After a storm of swirling speculation and rumors, Bill Foley handed the General Manager reigns for his NHL franchise to George McPhee. For one, I think this is a fantastic call, and says something about the direction our Las Vegas franchise is heading.
Last week when speculation was rampant I added my thoughts on who were the likely candidates for the Las Vegas GM job. Truth be told my own personal choices at what I thought were the best likely candidates were McPhee and Florida's President of Hockey Operations Dale Talon.
Word has it that seven candidates were interviewed while Foley, Foley's hockey advisor Murray Craven and a small group of Hockey In Vegas staff huddled in a ranch in Montana. They whittled it down to two candidates, and George McPhee got the nod.
McPhee is famous for a lot of things, perhaps most from the "Fire Sale" of 2003-2004 and infamous for the Filip Forsberg for Martin Erat. And a few comments made by McPhee at his introductory news conference resonated with me.
His first was an aside comment about being out of the GM chair for awhile which had given him a change to "recharge."
The second was from a question about if he was going to scout more the pros (for the Expansion Draft) or the amateurs (for the Entry Draft). His main response was that he was going to scout both, "every day" but had an interesting follow. He mentioned that his best trades were made "when I knew the players," but that over time, tied to his GM responsibilities, his ability to really know the players was not as good. He knew his own players, but his knowledge of other players in the league slowly degraded.
Since his leaving the Capitals he has been "watching a lot of hockey... I'll be watching hockey every day."
In the 2003-2004 season, with a fairly expensive and unbalanced roster, and with a messy lockout looming, ownership directed McPhee to blow up the club. After the end of the bitter lockout of 2004-2005 used smart drafting from the picks he had accumulated to build a fast, athletic team that peaked in a 2009-2010 season where the Capitals tallied an amazing 124 points and a one seed in the Eastern Conference playoffs.
From there a series of poor drafts and poorer trades including the Forsberg-Erat fiasco. In this one the shining but still developing star Forsberg was dealt for winger Erat. This transaction made with the seemingly good intentions to trade one roster spot (where Washington had an embarrassment of riches) for a winger (in which Washington had a gaping hole), Erat objected to how coach Adam Oates was using him, and demanded to be traded. Soon more players demanded trades. Oates, and by extension McPhee had lost the locker room.
From there a flurry of draft day trades were meant to clean the roster of malcontents but were receiving poor return for the assets jettisoned out. Not long after McPhee, who had been the highly successful GM of the Capitals for 17 years, was out.
Complacency, too-slow-to-adjust, married to a roster, or maybe just burn out after 17 years?
But this is a guy who built and rebuilt the Washington Capitals several times during his 17 years at the helm. No, his teams never won the Stanley Cop, and that is an issue. But he knows how to develop a roster and how to develop personnel. He was key in building the Capital's scouting and player development systems to give them a talented, athletic team that won games.
And now he has had a couple of years to recharge, to get the fire back in his belly, and to watch lots of hockey.
I can't wait to see what McPhee does as the Las Vegas General Manager.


What needs to be done ▸ Show every line of the data that includes the word "this".

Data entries

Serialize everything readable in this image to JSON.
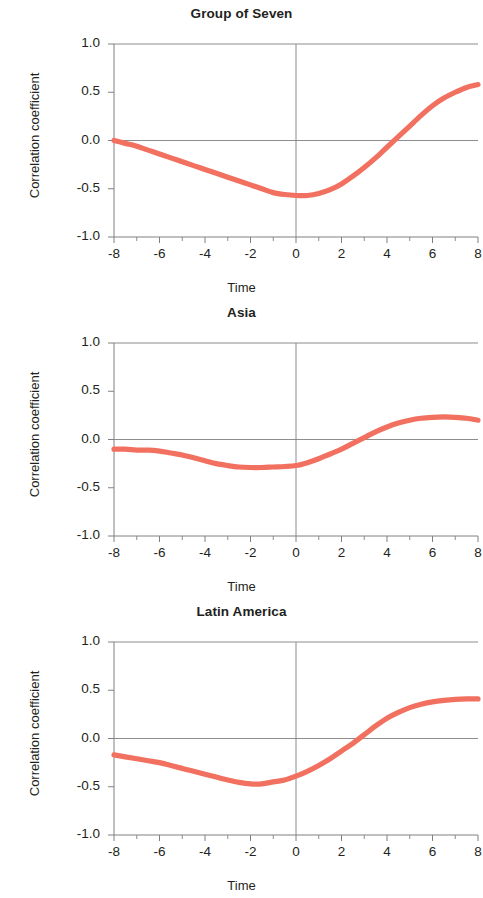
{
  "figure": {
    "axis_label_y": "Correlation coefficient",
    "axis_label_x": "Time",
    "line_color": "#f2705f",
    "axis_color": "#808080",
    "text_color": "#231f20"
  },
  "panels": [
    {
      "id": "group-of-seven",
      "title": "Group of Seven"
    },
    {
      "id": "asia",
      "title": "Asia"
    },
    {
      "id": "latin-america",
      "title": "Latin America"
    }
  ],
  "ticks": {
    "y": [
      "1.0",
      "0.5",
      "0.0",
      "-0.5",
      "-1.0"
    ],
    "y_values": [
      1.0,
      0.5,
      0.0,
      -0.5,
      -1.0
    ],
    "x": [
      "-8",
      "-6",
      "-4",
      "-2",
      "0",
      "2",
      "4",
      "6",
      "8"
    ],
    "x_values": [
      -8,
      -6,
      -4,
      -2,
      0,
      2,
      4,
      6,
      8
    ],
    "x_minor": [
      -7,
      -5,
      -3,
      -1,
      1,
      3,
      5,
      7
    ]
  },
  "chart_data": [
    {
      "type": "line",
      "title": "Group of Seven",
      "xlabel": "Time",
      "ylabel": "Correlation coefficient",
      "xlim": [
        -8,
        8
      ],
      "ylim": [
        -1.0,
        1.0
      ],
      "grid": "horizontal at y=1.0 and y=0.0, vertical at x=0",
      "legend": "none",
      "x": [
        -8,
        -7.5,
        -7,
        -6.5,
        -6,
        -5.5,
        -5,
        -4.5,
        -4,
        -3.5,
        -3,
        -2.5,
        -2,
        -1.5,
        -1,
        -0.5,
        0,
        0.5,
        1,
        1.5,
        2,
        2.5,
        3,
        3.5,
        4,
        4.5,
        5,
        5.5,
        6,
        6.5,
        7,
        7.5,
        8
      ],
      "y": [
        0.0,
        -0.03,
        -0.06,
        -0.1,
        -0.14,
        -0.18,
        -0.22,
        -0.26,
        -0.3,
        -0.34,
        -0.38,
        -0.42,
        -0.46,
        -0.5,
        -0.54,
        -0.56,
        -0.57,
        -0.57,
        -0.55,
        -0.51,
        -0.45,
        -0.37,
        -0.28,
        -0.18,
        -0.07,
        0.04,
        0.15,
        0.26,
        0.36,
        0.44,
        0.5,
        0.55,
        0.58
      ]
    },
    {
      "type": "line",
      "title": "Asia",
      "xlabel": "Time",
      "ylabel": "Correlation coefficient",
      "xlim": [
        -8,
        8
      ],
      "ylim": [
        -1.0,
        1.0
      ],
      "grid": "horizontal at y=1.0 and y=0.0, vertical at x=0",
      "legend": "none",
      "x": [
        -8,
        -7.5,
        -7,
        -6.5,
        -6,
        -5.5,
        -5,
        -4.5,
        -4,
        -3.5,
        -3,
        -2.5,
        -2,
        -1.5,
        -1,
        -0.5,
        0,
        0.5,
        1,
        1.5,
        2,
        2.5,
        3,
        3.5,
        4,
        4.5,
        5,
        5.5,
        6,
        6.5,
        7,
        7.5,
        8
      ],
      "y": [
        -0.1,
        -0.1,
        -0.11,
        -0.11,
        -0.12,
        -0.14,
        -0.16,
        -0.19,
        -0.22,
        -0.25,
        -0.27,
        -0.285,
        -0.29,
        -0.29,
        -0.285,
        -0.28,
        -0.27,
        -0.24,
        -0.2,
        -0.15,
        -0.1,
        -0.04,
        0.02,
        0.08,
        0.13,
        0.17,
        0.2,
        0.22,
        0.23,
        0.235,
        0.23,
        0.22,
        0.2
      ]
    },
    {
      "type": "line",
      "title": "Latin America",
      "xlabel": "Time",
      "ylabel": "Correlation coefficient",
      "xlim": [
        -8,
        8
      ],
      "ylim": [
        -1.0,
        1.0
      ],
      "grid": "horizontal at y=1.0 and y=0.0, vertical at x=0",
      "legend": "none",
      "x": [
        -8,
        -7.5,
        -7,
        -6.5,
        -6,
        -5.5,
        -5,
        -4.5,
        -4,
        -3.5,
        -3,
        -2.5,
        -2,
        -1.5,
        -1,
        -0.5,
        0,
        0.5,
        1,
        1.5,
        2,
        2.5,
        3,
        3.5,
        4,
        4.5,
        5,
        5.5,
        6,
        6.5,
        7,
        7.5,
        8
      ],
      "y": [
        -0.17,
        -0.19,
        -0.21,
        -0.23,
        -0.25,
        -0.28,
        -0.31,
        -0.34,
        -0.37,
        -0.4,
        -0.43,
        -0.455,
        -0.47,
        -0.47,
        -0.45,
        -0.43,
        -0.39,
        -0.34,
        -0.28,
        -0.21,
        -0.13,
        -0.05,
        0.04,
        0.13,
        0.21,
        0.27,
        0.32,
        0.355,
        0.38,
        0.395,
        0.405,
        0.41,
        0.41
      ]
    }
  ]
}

==

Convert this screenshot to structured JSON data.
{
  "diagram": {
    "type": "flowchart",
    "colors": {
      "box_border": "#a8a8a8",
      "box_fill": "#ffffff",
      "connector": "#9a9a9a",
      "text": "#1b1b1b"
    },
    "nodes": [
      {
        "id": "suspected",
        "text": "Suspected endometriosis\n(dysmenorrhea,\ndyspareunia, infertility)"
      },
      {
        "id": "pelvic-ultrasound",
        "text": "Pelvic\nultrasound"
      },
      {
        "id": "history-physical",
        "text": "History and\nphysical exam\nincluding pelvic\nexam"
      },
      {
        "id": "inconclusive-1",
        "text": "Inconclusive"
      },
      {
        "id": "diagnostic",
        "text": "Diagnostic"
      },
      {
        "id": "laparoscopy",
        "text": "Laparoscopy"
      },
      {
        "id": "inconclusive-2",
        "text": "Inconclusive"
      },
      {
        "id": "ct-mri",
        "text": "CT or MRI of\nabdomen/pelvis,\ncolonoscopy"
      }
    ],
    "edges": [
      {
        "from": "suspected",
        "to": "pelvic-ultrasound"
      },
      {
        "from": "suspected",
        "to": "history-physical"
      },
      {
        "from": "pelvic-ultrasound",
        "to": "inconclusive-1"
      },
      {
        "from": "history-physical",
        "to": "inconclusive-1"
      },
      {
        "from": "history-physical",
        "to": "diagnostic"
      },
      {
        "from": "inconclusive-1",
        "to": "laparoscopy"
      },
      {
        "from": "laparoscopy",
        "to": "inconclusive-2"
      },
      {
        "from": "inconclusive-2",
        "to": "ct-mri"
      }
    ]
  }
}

Response ▸
Serialize everything readable in this image to JSON.
Convert this screenshot to structured JSON data.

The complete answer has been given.